Russia ‘plotted Balkan coup’
RUSSIAN military intelligence officers spent months overseeing a coup plot to overthrow Montenegro’s government and kill its prime minister, prosecutors in the Balkan nation allege.
Eduard Shishmakov and Vladimir Popov of the GRU spy agency gave their plot ringleader large sums for weapons and equipment and he was also given a lie detector test to check he was not a Western intelligence agent, it is claimed.
A lengthy indictment against the plotters alleges the network was passed sophisticated encrypted phones set up from Moscow, while at least one money transfer to the conspirators was made from the same street as GRU headquarters.
According to details of the Montenegrin government’s case seen by The Daily Telegraph, prosecutors also say they have gathered surveillance evidence of the Russian officers meeting the Serbian radicals they hired to carry out the operation.
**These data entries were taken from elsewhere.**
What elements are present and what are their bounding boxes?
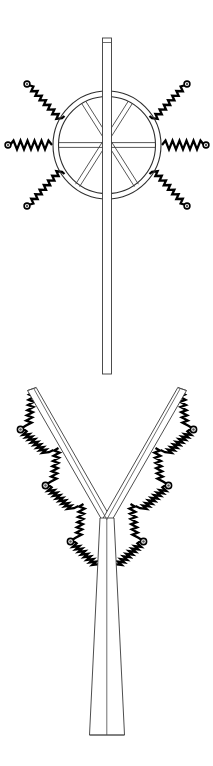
stay-right-3 bbox=[114, 504, 147, 565]
zigzag-coil-icon bbox=[10, 141, 52, 150]
anchor-core bbox=[26, 205, 28, 207]
fork-seam-left bbox=[34, 389, 107, 520]
diagram-canvas: Spring-Loaded Mast Assemblies Top view: … bbox=[0, 0, 213, 766]
vertical-mast bbox=[103, 38, 112, 374]
zigzag-coil-icon bbox=[150, 85, 187, 119]
anchor-core bbox=[205, 144, 207, 146]
zigzag-coil-icon bbox=[72, 504, 101, 565]
figure-top-group bbox=[5, 38, 209, 374]
anchor-core bbox=[26, 83, 28, 85]
zigzag-coil-icon bbox=[28, 171, 65, 205]
figure-bottom-group bbox=[17, 388, 196, 736]
anchor-core bbox=[192, 428, 195, 431]
anchor-core bbox=[167, 484, 170, 487]
zigzag-coil-icon bbox=[28, 85, 65, 119]
technical-drawing bbox=[0, 0, 213, 766]
anchor-core bbox=[7, 144, 9, 146]
spring-nw bbox=[24, 81, 64, 119]
anchor-core bbox=[142, 540, 145, 543]
zigzag-coil-icon bbox=[162, 141, 204, 150]
anchor-core bbox=[19, 428, 22, 431]
zigzag-coil-icon bbox=[150, 171, 187, 205]
stay-left-3 bbox=[67, 504, 100, 565]
anchor-core bbox=[186, 83, 188, 85]
mast-icon bbox=[103, 38, 112, 374]
y-fork-mast bbox=[28, 388, 187, 736]
spring-w bbox=[5, 141, 52, 150]
anchor-core bbox=[44, 484, 47, 487]
zigzag-coil-icon bbox=[114, 504, 143, 565]
spring-sw bbox=[24, 171, 64, 209]
anchor-core bbox=[186, 205, 188, 207]
spring-se bbox=[150, 171, 190, 209]
anchor-core bbox=[69, 540, 72, 543]
spring-e bbox=[162, 141, 209, 150]
fork-seam-right bbox=[107, 389, 180, 520]
spring-ne bbox=[150, 81, 190, 119]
A total of 14 suspects, including two
pro-russian opposition leaders, face trial in the Montenegrin capital for terrorism offences over the alleged plot. The two Russians, who remain at large, are being tried in their absence.
According to details of the indictment, the plot is alleged to have begun in early 2016 when an unidentified Russian intelligence colonel met members of the opposition “to discuss a planned destabilisation operation during the Montenegro elections”.
Montenegrin police arrested a group of Serbian nationals on the eve of a general election on October 16 last year. They were accused of planning to storm the parliament, some disguised as police officers, and target Mr Djukanovic, while also firing on a crowd of protesters to cause chaos.
British and US officials believe the conspiracy had high-level backing from Russia.
The biggest case in Montenegrin legal history has divided public opinion, with many suspecting the plot was a fake invented by the prime minister at the time, pro-western Milo Djukanovic, a suggestion he denies.
The Kremlin has strongly denied any involvement, while the opposition leaders on trial, Andrija Mandic and Milan Knezevic of the Democratic Front party, deny wrongdoing and say the coup was concocted to discredit them.
The trial had been due to start this week but was postponed until September after a series of legal applications from the defendants’ lawyers, who say the state prosecuting team is biased and they fear that they are being wiretapped. Much of the indictment relies on testimony from a plotter-turned-prosecution-witness called Aleksandar Sindjelic, who it is claimed was chosen by the two Russian officers to lead the operation.
There is also testimony from another plotter, Mirko Velimirovic, who allegedly tipped off police about the attempt when he got cold feet just days before the election.